Tian paused and gathered his thoughts. “Fight bravely. You may see me for your wounds after the battle. As for everything else… I remind the Fellow Daoists of the words carved above the gate to the Shrine of the Martyr Venerable. ‘I shall not suffer a heretic to live!’”

Judging from the screams of hate and fury rising from across the city, he might have let his emotions color his qi a little too much.

He cast his mind out again, searching for Han. There seemed to be a bit of commotion at the market square- some merchants had taken out hatchets and were hacking apart anyone in reach. Han was handling it, and the guards were on their way. Tian didn’t need to check to know similar scenes were taking place across the city.

“Finish up and return to my courtyard. I’m leaving a sack by the gate. Contents are labeled. Wounded people will turn up looking for medicine. Give them to those who need ‘em. If you see any weird looking bugs, throw the bags labeled “Gu Powder” on them. If you see heretics, kill without question or mercy. If it comes to it, die on your feet. Liren and I need to have a word with a former fellow daoist.”
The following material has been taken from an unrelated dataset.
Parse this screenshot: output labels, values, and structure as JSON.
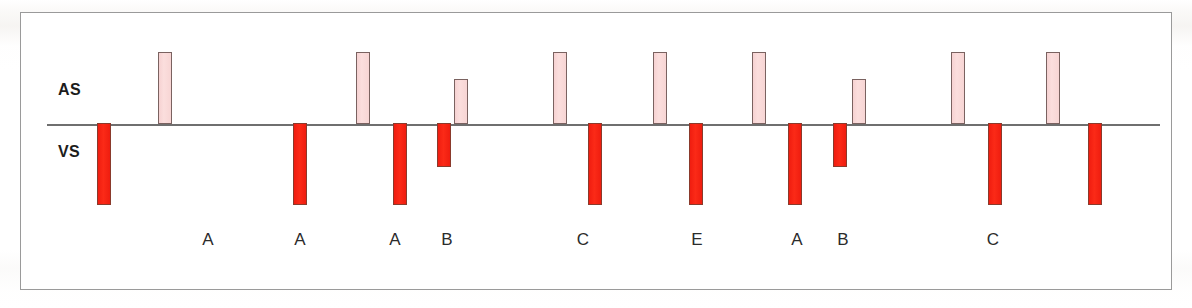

Liren returned to the courtyard in a blur. She tossed him a golden robe. It felt surprisingly light, yet dense. As though gold itself was woven into soft cloth. Not bad for silk made from sea plants.

The city was being plunged into chaos. Attacks from within and without. Heretics, and untrustworthy allies, and hidden dangers everywhere. Tian pulled on the robe with sharp jerks of his hands, neck tense and eyes twitching around trying to find the ambush.

It felt like coming back to a home he hated.